Professor
University of Washington, School of Oceanography and Astrobiology


Jody Deming received her Ph.D. in Microbiology from the University of Maryland (1981) on the subject of pressure-adapted bacteria associated with sinking particles, sediments and sediment-ingesting invertebrates in the deep sea. As an NSF postdoctoral fellow at Scripps Institution of Oceanography and later as Research Scientist at the Johns Hopkins University (until 1988), her research expanded to include the study of novel thermophilic microbes emanating from deep-sea hydrothermal vents.

Since moving to the University of Washington, where she is Professor of Biological Oceanography, she has directed the Marine Bioremediation Program and helped to establish the Marine Molecular Biotechnology Laboratory and the nation's first graduate training program in Astrobiology. Her current research continues to focus on various types of "extremophiles" in the ocean, centering primarily on the rapidly changing Arctic environment. There, her microbiological, oceanographic, and astrobiological interests converge on the study of particle flux in a cold ocean and its attentuation by cold-adapted microbes and of ecosystem shifts and likely extinctions attributable to loss of sea ice.

Much of her research has been undertaken as part of large interdisciplinary and international programs, for which she has often served in leadership roles as chief scientist shipboard or for various steering committees, symposia and special issues, particularly in her role as Chair of the International Arctic Polynya Program (since 2000). She teaches regularly on wide-ranging issues in biological oceanography and has trained numerous graduate and undergraduate students, publishing over a hundred papers in the process.

Among other committees, she serves on the US Polar Science Board, which also acts as the nation's committee for the International Polar Year 2007-2008, and is a member of the American Academy of Microbiology (1999) and the National Academy of Sciences (2003). Chaired the International Polynya Symposium 2001 in Quebec City in September.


WHAT YOU ARE ASKED TO DO: For the records that follow, give the number of lines in which the word "start" occurs, with nothing added.

DATA FOR THE TASK:
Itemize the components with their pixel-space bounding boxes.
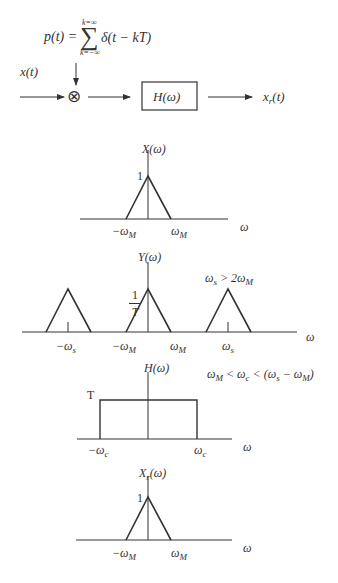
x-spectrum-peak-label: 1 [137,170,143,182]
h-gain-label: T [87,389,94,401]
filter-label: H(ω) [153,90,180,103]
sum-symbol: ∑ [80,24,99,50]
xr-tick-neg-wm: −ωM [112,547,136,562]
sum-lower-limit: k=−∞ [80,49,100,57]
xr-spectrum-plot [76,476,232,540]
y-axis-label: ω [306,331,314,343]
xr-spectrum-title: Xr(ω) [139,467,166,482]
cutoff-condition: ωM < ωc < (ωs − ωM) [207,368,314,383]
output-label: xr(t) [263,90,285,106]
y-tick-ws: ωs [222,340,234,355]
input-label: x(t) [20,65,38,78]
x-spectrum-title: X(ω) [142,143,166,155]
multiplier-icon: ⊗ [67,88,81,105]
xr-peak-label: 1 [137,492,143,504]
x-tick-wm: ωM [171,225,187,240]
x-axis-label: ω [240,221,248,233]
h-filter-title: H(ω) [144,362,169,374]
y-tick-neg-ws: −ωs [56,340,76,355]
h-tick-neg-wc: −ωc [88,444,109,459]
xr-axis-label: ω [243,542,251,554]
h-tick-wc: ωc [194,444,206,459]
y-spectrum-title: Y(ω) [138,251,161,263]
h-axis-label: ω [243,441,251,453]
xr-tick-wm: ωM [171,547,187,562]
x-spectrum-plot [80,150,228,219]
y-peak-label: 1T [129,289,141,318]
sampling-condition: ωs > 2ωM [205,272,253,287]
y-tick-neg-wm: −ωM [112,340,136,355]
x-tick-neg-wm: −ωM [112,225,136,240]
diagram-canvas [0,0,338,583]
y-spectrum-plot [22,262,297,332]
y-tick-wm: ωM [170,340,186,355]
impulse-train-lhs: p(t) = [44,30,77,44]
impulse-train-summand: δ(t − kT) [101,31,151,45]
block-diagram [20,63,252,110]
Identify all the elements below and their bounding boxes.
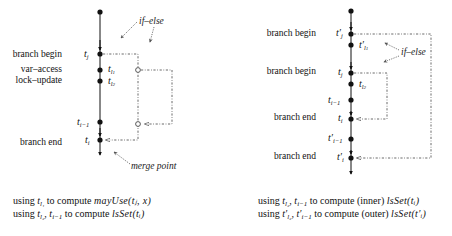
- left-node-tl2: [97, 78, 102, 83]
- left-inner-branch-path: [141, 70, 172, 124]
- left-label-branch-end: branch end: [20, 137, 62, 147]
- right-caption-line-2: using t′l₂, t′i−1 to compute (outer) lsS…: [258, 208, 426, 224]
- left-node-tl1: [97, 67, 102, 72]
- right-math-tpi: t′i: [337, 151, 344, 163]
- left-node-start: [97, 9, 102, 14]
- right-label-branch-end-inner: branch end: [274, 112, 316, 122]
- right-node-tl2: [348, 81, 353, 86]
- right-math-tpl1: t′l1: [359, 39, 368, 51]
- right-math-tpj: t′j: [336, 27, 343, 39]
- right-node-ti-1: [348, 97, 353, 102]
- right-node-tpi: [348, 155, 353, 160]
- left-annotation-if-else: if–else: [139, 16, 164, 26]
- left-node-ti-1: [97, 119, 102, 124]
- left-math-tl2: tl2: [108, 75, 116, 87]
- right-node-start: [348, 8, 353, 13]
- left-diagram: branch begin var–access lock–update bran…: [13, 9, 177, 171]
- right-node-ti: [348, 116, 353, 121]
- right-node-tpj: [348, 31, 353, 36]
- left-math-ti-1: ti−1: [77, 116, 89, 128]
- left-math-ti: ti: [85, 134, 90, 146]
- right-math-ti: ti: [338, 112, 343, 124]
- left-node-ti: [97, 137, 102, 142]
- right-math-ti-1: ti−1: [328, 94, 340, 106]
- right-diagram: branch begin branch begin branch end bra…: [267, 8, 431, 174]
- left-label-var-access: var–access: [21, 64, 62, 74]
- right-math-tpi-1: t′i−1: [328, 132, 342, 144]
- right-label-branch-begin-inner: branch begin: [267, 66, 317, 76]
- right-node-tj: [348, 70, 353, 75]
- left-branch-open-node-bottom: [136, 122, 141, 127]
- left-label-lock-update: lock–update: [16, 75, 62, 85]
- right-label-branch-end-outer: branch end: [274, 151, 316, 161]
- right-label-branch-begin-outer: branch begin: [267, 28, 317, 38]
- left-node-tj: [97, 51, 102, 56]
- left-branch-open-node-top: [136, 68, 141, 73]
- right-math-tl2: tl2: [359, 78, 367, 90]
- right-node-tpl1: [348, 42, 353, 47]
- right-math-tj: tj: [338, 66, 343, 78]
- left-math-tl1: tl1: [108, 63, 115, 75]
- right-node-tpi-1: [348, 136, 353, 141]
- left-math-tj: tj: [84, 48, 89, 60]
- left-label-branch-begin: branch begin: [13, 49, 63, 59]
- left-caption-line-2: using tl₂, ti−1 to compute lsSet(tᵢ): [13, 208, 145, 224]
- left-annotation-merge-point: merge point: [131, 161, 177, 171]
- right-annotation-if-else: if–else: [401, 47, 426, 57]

---

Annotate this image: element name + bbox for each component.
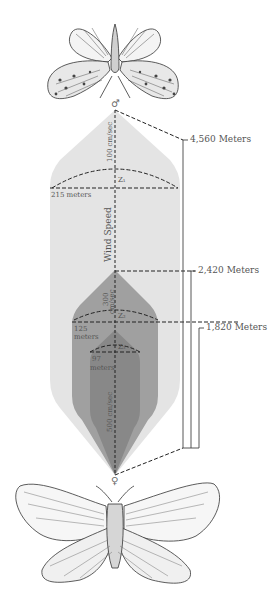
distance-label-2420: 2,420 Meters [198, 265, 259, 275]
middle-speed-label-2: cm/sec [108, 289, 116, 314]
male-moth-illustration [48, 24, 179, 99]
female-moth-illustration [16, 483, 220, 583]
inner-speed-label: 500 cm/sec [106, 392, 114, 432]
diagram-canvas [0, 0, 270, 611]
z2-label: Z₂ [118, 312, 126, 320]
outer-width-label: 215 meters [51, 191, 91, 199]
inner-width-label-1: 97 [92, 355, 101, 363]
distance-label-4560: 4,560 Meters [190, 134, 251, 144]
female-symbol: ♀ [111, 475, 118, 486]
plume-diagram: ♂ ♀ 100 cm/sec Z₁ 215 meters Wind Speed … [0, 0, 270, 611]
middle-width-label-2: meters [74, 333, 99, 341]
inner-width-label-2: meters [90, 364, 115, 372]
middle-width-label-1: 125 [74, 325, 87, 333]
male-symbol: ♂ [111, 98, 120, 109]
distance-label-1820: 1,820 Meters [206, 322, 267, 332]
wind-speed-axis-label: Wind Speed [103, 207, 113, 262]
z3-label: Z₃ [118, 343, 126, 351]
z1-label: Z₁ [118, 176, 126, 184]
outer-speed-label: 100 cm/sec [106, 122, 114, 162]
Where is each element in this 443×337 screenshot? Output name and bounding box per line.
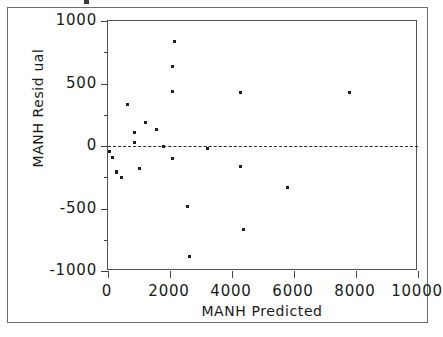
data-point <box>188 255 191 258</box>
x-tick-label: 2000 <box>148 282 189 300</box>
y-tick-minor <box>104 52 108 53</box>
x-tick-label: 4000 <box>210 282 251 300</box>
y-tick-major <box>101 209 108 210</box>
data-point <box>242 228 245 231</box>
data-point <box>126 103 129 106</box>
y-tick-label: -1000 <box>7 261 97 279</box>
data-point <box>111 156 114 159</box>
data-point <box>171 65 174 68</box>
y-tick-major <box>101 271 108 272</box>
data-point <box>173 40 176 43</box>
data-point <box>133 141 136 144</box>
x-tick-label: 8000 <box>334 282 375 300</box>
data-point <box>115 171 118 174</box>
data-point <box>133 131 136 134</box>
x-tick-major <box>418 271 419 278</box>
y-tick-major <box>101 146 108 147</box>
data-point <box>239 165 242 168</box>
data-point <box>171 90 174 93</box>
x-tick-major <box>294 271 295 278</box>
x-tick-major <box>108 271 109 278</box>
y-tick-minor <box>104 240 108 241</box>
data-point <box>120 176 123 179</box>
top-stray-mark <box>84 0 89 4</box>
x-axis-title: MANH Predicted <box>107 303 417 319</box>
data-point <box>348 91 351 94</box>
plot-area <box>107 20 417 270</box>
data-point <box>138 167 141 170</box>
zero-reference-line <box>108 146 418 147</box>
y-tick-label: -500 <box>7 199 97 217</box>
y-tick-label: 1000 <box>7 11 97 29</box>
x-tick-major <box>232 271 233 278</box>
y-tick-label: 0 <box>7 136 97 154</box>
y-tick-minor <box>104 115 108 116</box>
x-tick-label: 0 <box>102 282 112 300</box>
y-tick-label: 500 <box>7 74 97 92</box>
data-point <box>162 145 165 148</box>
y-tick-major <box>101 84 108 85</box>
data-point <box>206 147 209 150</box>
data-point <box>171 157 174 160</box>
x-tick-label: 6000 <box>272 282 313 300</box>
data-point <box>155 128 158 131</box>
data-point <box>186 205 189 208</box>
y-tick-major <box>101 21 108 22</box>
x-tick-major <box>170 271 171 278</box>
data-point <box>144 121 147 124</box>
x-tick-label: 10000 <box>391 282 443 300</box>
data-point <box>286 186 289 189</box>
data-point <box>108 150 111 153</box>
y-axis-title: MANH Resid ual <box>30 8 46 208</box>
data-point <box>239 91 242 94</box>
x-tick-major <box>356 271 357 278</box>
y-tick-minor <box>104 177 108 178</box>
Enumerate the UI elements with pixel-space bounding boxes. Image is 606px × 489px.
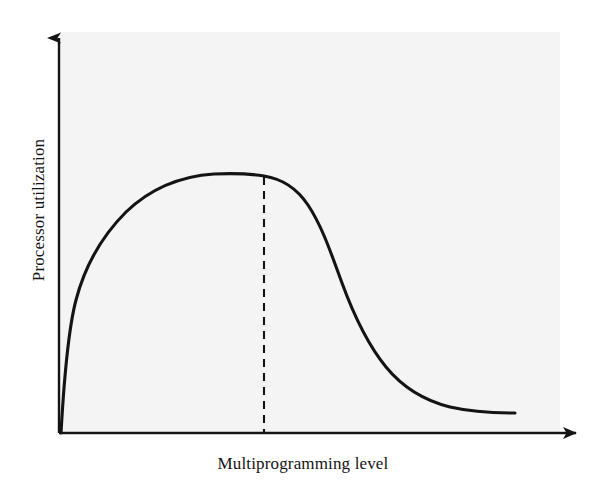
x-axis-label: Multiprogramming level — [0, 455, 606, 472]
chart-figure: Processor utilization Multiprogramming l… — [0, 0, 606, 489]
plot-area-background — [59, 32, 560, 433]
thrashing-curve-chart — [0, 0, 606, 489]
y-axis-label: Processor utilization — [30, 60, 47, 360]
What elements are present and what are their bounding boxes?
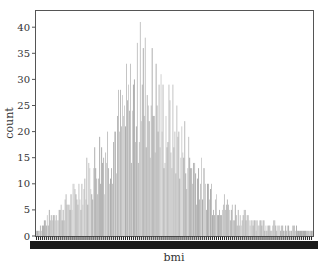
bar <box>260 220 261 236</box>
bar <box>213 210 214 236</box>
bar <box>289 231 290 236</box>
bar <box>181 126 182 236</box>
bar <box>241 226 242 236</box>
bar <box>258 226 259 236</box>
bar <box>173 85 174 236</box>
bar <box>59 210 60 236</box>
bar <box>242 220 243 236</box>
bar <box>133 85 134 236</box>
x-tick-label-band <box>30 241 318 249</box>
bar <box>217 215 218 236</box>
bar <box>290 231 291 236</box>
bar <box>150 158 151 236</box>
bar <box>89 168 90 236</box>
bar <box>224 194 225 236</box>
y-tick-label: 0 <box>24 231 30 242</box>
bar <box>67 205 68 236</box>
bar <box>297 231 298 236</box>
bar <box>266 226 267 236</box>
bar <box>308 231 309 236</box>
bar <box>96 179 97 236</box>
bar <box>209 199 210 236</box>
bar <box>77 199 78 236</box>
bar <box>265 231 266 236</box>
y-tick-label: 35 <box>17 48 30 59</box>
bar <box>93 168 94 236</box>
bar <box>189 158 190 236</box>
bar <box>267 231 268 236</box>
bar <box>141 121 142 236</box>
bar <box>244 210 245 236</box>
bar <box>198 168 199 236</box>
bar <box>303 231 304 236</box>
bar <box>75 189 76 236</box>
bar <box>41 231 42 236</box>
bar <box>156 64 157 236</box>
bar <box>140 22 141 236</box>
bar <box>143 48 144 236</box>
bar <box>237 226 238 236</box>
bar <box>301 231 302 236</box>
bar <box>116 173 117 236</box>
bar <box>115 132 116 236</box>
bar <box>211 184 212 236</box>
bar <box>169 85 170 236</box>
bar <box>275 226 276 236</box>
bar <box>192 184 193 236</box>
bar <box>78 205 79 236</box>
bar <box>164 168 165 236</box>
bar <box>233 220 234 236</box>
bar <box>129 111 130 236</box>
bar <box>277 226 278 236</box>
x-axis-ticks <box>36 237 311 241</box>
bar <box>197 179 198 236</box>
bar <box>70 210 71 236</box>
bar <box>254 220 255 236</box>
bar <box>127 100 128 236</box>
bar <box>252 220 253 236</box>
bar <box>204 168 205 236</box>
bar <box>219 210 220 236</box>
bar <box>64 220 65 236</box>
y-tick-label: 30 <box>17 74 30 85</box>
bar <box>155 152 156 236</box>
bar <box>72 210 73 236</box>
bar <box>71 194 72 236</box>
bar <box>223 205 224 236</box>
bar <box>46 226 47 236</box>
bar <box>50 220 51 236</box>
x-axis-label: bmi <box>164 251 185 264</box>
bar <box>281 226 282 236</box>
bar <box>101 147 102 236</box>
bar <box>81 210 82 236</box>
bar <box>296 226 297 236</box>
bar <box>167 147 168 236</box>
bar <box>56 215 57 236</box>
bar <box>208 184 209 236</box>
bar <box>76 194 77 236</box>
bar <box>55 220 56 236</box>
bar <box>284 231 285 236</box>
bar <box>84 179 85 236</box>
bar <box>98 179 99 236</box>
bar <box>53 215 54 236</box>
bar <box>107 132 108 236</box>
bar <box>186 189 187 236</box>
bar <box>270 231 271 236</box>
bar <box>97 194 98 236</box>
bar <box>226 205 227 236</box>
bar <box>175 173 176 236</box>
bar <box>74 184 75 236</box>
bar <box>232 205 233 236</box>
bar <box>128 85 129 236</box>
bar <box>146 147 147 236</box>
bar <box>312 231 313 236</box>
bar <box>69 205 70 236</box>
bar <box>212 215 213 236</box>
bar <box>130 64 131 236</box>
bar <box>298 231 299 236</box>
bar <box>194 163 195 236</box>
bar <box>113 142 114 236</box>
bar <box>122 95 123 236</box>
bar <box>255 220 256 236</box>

WRITTEN SOLUTION: 2